Thursday, September 17, 2009

48 Hour Stoppard-over in Brooklyn

I missed yesterday but I’ve been reading at truly alarming rate so I have lots and lots of Stoppard to talk about.

I really liked The Real Inspector Hound: the play features two theater critics occupying seating block which mirrors the actual audience, and watching a truly awful murder mystery farce. The critics’ hushed discourse on the one’s professional rivalries and the other’s dalliances with ingenues weave into the play they’re watching until they are dragged into the story themselves. it’s really good.

After Marguerite was almost but not quite as good. It was a comedy about a couple and one of their (they were not in agreement as to whose) mother preparing to go out and being questioned by the police in their very odd living room. Like Hound it demonstrated Stoppard’s talent for farce, linguistic play and the accumulation of circumstances.

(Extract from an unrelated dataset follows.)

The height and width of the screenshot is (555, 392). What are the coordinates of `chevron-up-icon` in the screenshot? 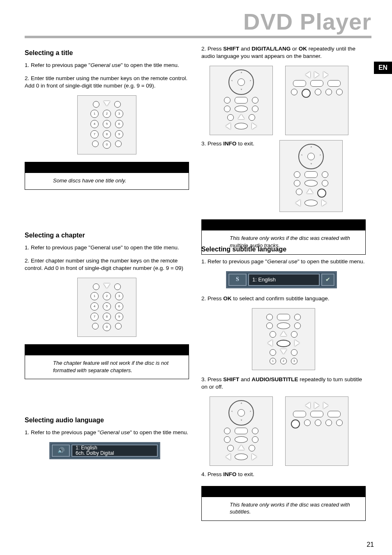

Dirty Linen was centered on a cabinet meeting at British Parliament about the improper sexual intrigues of MPs as reported by local papers. Nearly every person at the meeting had slept with the clerk. I didn’t really like it. It was kind of tedious, the language and characters of parliament were broadly drawn and didn’t seem to be as familiar to Stoppard as those of the theatre (for obvious reasons).

New-Found-Land was kind of unbearable.

So far I love Dogg’s Hamlet but I’m less than half way through it so I’ll reserve judgement.

Also, I have a job interview tomorrow for the personal assistant job I applied for on Tuesday.